| Safe Haskell | None |
|---|---|
| Language | Haskell2010 |
System.POSIX.Crypt.SHA512
Contents
- cryptSHA512 :: ByteString -> ByteString -> Maybe ByteString
- cryptSHA512' :: Maybe Int -> ByteString -> ByteString -> ByteString
- cryptSHA512Raw :: Maybe Int -> ByteString -> ByteString -> ByteString
- encode64 :: ByteString -> ByteString
- encode64List :: [Word8] -> ByteString
Documentation
Arguments
| :: ByteString | key |
| -> ByteString | salt: |
| -> Maybe ByteString |
Pure Haskell implementation of SHA512 crypt method.
For libc versions supporting SHA512 encryption scheme (6):
"$6$" `isPrefixOf` salt ==> crypt key salt = cryptSHA512 key salt
a snippet from glibc documentation
glibc implementations of crypt support additional encryption algorithms.
If salt is a character string starting with the characters "$id$" followed by a string terminated by "$":
$id$salt$encrypted
then instead of using the DES machine, id identifies the encryption method used and this then determines how the rest of the password string is interpreted.
The id value 6 corresponds to SHA-512 method (since glibc-2.17).
If the salt string starts with
rounds=<N>$
where N is an unsigned decimal number the numeric value of N is used to modify the algorithm used.
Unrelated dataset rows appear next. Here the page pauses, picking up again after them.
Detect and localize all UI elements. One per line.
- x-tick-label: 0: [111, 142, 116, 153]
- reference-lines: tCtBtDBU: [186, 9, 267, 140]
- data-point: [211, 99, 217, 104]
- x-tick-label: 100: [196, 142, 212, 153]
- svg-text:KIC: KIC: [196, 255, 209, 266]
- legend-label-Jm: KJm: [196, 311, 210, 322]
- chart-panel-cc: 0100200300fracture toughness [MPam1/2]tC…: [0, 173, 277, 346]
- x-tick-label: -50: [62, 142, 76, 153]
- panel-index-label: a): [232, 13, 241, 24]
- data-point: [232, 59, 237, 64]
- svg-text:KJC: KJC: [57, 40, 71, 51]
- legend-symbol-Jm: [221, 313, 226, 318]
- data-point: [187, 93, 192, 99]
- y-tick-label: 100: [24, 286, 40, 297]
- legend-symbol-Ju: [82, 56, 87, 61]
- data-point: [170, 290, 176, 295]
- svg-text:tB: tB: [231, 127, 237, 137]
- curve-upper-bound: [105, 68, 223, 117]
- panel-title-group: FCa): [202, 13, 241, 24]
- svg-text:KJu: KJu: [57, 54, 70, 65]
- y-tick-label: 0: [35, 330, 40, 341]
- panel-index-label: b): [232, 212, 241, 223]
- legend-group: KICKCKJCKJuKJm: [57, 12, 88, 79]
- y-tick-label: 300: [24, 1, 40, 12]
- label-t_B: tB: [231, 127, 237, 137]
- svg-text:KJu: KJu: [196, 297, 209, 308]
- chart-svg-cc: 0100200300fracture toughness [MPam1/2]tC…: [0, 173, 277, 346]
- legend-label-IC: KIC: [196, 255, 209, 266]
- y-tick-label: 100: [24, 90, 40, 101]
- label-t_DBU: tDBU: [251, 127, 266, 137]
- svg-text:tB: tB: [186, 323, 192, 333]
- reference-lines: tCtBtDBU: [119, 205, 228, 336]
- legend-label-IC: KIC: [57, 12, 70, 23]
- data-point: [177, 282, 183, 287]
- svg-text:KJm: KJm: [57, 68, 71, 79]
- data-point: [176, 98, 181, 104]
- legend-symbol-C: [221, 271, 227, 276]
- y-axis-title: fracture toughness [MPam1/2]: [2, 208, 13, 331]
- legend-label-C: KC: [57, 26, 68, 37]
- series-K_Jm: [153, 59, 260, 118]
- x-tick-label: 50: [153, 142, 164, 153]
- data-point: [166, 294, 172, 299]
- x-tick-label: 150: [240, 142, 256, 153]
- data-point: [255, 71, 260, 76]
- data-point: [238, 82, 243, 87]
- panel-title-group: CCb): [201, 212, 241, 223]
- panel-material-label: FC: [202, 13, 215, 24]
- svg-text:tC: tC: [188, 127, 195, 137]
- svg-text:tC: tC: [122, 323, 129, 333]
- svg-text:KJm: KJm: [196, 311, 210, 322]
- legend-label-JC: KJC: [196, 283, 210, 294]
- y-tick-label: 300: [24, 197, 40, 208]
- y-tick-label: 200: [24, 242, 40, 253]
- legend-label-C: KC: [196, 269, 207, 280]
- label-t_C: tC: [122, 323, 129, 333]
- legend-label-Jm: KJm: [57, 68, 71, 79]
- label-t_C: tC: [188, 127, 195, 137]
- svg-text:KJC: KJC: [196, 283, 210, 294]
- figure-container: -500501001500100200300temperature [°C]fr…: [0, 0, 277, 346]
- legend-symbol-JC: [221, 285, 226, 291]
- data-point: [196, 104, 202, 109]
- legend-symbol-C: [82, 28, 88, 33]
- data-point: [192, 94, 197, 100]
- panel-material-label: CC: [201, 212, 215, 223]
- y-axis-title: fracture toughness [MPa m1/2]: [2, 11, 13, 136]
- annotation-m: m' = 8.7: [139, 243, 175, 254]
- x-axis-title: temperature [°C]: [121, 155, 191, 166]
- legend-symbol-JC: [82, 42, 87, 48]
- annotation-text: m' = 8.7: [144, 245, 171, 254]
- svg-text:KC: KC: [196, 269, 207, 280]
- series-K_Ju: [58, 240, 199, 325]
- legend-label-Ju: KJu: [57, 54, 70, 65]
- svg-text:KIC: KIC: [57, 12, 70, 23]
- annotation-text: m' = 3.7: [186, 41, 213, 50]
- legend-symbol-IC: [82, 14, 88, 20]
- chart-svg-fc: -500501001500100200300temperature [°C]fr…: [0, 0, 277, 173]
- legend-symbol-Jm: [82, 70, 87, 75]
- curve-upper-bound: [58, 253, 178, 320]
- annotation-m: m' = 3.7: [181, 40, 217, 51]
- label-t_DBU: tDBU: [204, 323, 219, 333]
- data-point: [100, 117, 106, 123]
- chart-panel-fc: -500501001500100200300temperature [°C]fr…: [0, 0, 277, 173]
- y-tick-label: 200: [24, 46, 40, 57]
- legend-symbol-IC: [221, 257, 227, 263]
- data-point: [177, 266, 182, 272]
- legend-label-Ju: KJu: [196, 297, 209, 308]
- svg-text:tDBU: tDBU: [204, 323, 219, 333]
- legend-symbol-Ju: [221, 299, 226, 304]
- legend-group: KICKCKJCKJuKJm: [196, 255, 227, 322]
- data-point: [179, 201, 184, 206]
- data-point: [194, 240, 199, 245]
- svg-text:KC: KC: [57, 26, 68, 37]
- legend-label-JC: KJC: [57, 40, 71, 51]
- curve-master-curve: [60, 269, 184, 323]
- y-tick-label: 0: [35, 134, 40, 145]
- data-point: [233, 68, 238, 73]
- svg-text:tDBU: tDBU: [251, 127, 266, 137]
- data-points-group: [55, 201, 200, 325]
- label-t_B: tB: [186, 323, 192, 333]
For example:
$6$rounds=77777$salt$encrypted
Arguments
| :: Maybe Int | rounds |
| -> ByteString | key |
| -> ByteString | salt, will be base64 encoded |
| -> ByteString |
Split salt-input variant of cryptSHA512. Salt is encoded.
Arguments
| :: Maybe Int | rounds, clamped into |
| -> ByteString | key |
| -> ByteString | salt, first 16 characters used. |
| -> ByteString |
Raw input implementation of cryptSHA512.
Utilities
encode64 :: ByteString -> ByteString Source #
Custom base64 encoding used by crypt SHA512 scheme.
encode64List :: [Word8] -> ByteString Source #
Custom base64 encoding used by crypt SHA512 scheme. See encode64.